Future plans for HTTP gateways: Near-term work
Some ongoing and near-term work eases the dependency on .ic0.app by supporting:
- Custom domains: Access a dapp such as DSCVR through dscvr.one, this is obviously possible today.
- Alternative gateways: Access any canister via its canister id under an alternative domain, such as https://5ba5l-caaaa-aaaag-qaoja-cai.example.com.
These efforts will remove the single dependency on .ic0.app; they provide redundancy but do not fundamentally change the nature of HTTP gateways.
Future plans for HTTP gateways: Longer-term work
Accessing a blockchain through an HTTP gateway has three aspects that carry centralization risk:
- The DNS system, as each TLD, with all domains below it, is controlled by a single entity.

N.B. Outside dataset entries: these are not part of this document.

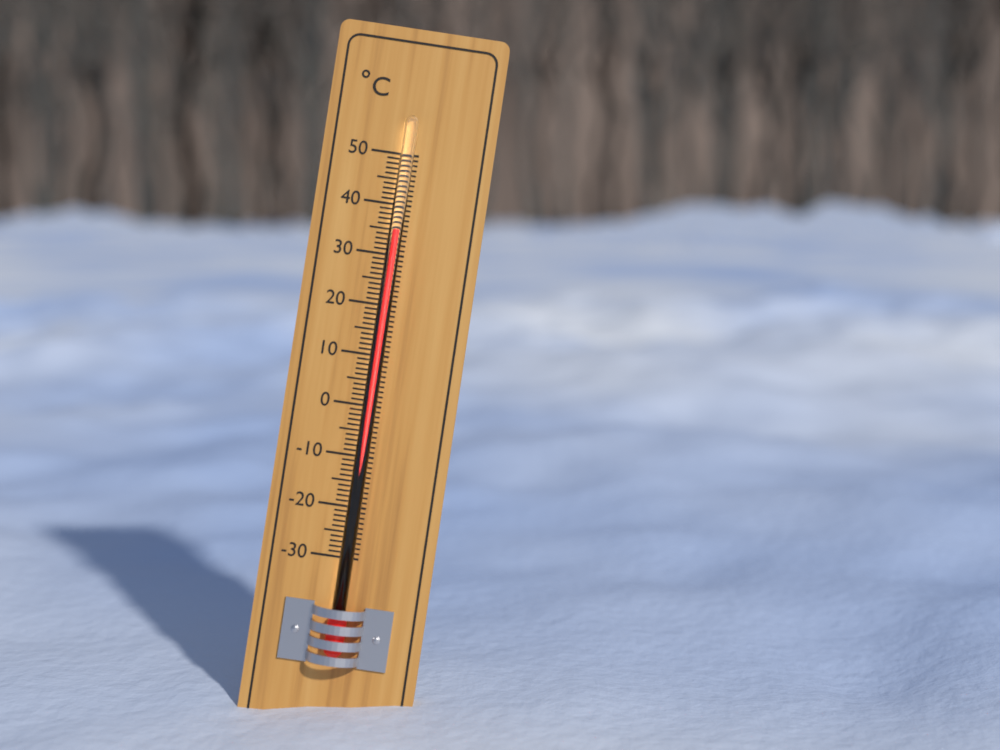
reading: 35 °C
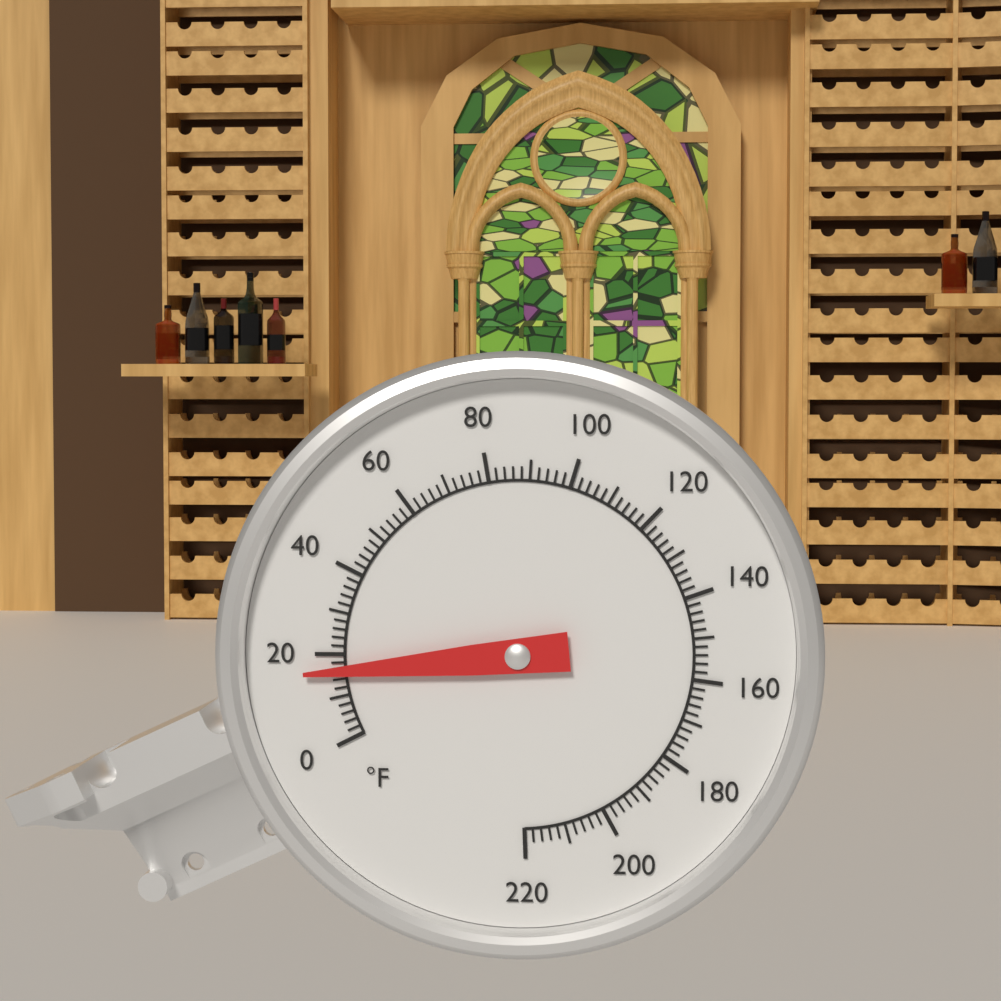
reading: 16 °F
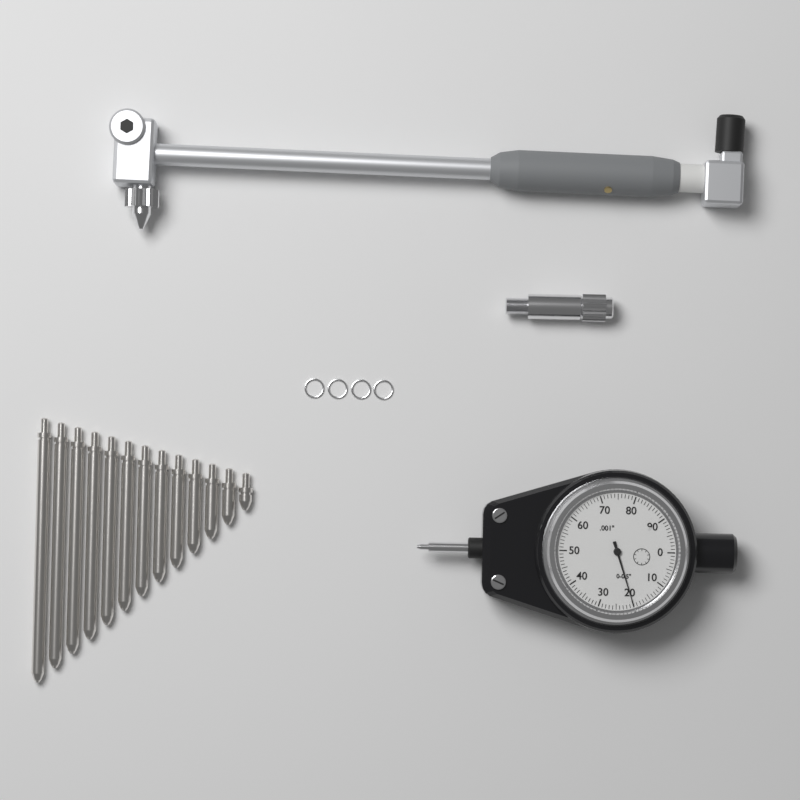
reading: 0.020 in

- The PKI system, as each CA can per-default issue certificates for each domain.
- The delivery of initial assets into the browser through an HTTPS connection, terminated by a single server.
All of these are solvable, and for each of these the threshold ECDSA functionality that will be rolled out on the IC in the coming weeks is an essential component. Yet none of these problems are easy to solve, even given threshold ECDSA:
- DNS: Effectively requires the use of a TLD, since for any other domain there is a single entity (the owner of the TLD) that controls the domain. (Yes, ICANN controls the namespace of TLDs, but they at least have a pretty sophisticated process unlikely to get hacked.) The DNSSEC records for a TLD could be signed using threshold ECDSA signatures.

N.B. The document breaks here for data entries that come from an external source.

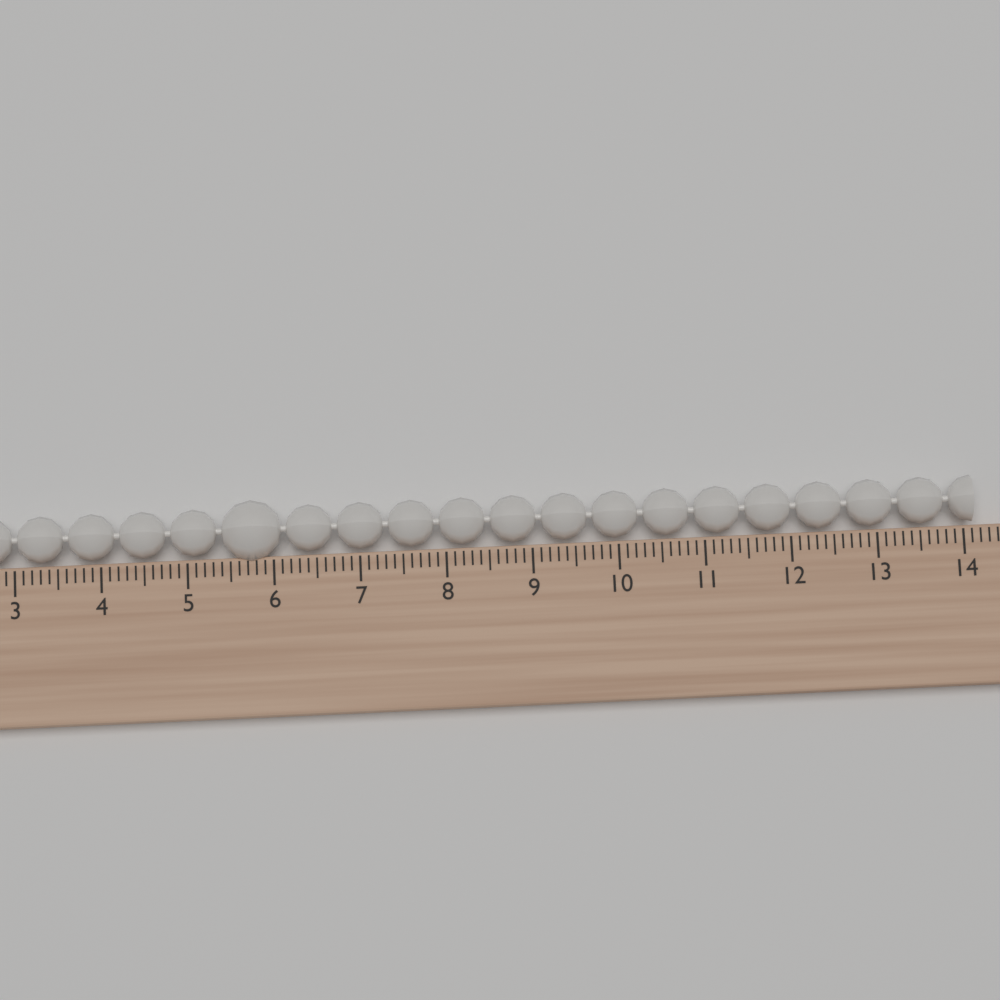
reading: 14.1 (no unit)
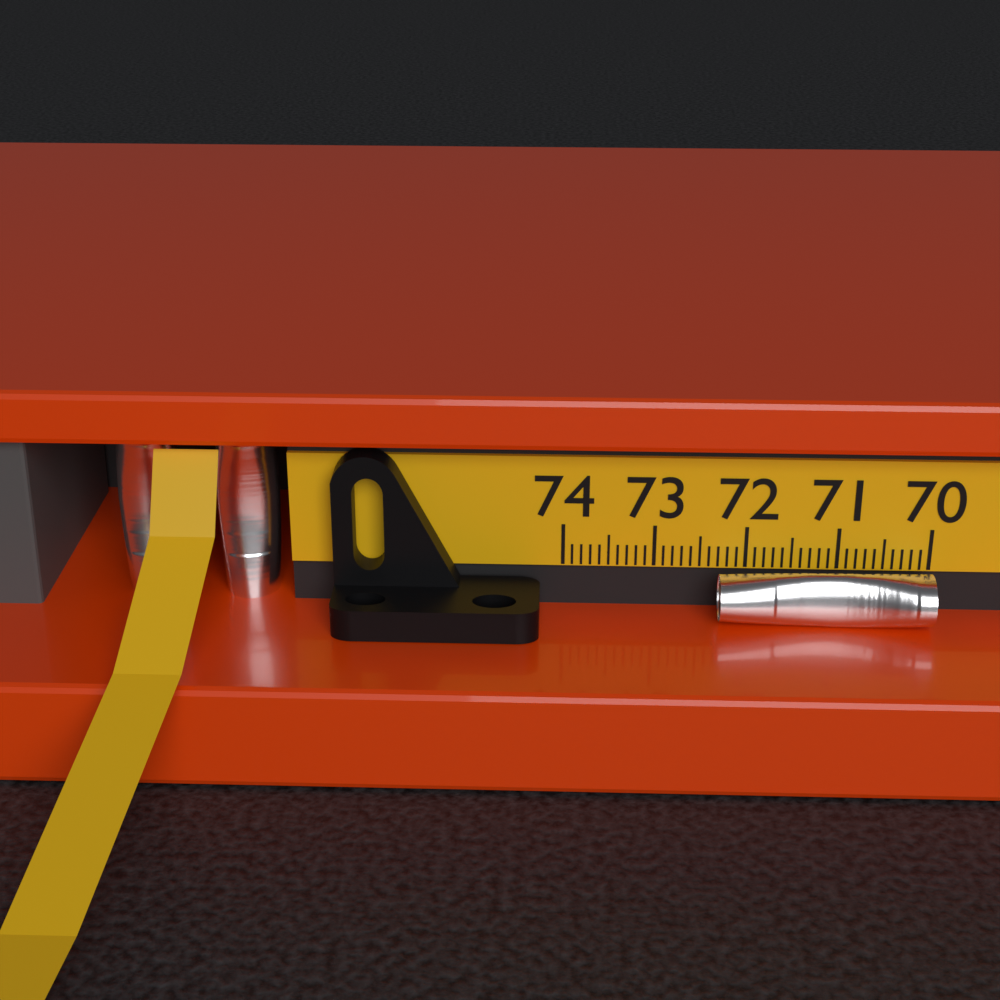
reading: 72.3 (no unit)
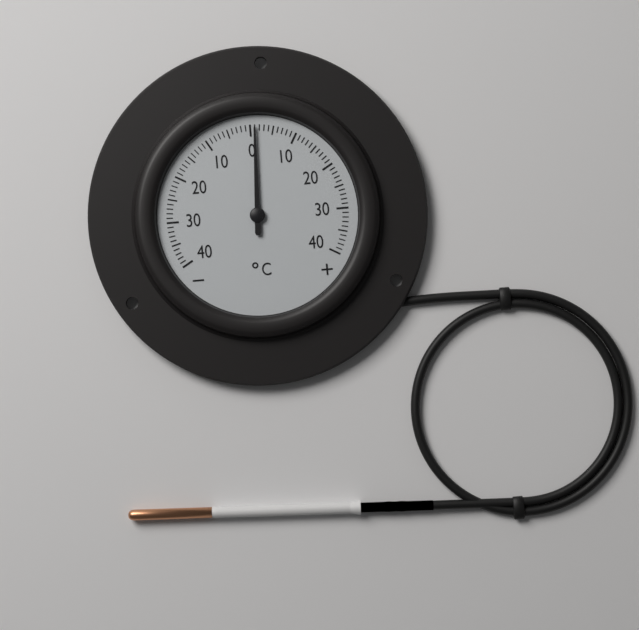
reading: 1 °C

- PKI: Once threshold ECDSA is supported, building a decentralized CA is actually not hard. What will likely be harder is getting the CA accepted by major browsers. Note that DNS enables restrictions on permitted CAs through CAA records, so once a decentralized CA is accepted by browsers, its use can even be enforced.
- HTTPS: Browsers nowadays require HTTPS connections. Two approaches we are actively exploring are decentralizing HTTPS serving by thresholdizing it, and serving assets that can be signed out-of-band through signed HTTP exchanges.

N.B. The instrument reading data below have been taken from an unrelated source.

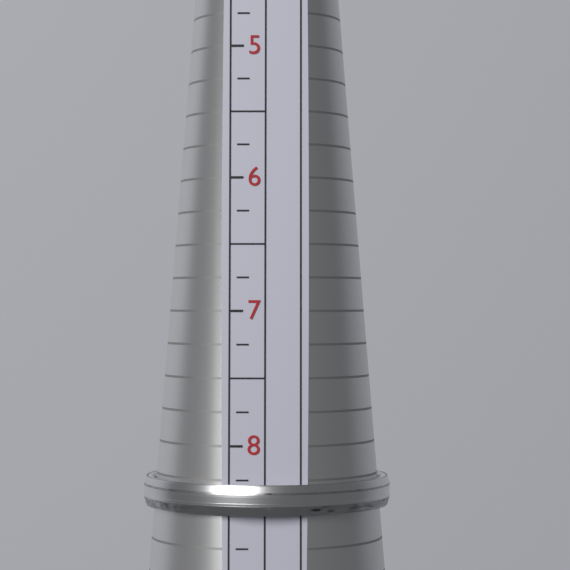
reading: 8.50 (no unit)
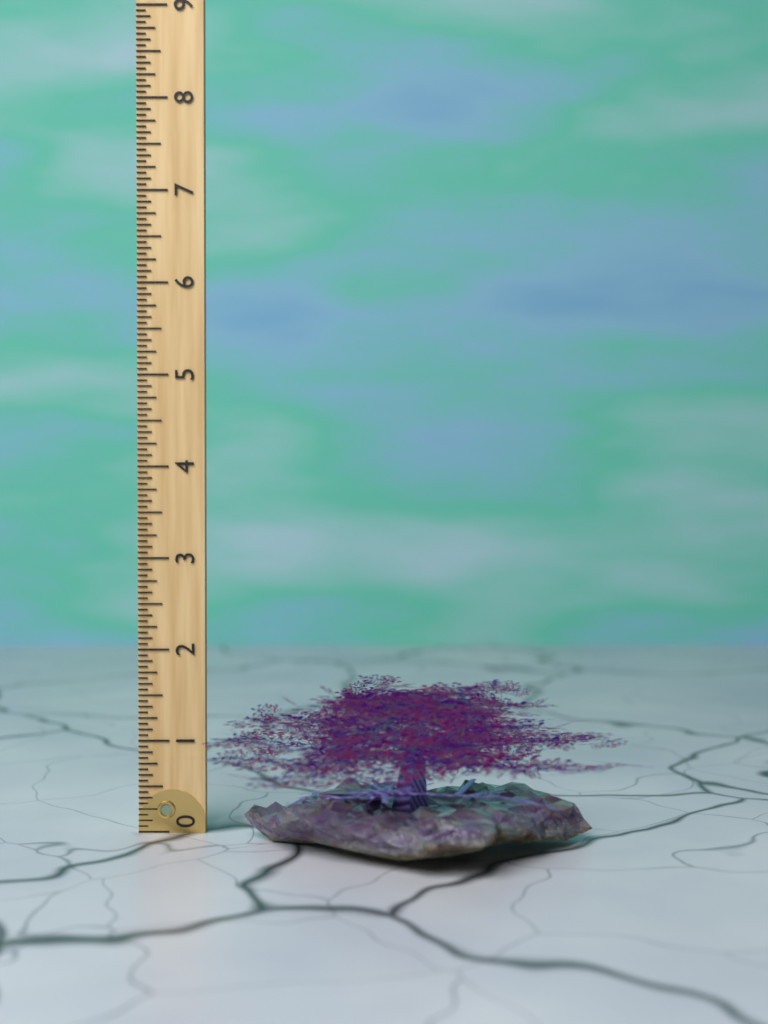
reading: 1.8125 (no unit)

In each of these longer-term plans, threshold ECDSA is a crucial component. Each of these will improve security of access from plain browsers in a different, valuable way. At the same time, solving each of these still requires significant additional effort.
Conclusion
Providing access through additional software (such as a web extension on the user's device, or a mobile app that wraps a web browser) or by serving the assets directly into a plain web browser are not contradictory; they are complementary. They serve different user bases with different needs for security and interoperability. This is true for any blockchain, including the IC.
At this level of comparing additional software with plain browser access, I do not see a contradiction with PN – I do see different strategies in developing both options and different strategies in interoperability with vs. separation from web2. And that's perfectly legitimate.
As far as I understood, PN intends to serve dapp front ends from their own chain but have them interact with smart contracts on other chains. If that is true, it still seems difficult to validate the outputs of those smart contracts. The IC's threshold signatures make that type of validation easy – even in standard browsers; whether via a Web Extension or by code served through HTTPS, and on any device. That seems to be the fundamental difference.
And so, just to answer the question posed in the title of PN's post ("Is Point Network a Threat to Internet Computer ($ICP)/Dfinity?"): No, it's not. (Nor is it doing anything that the IC cannot do today.)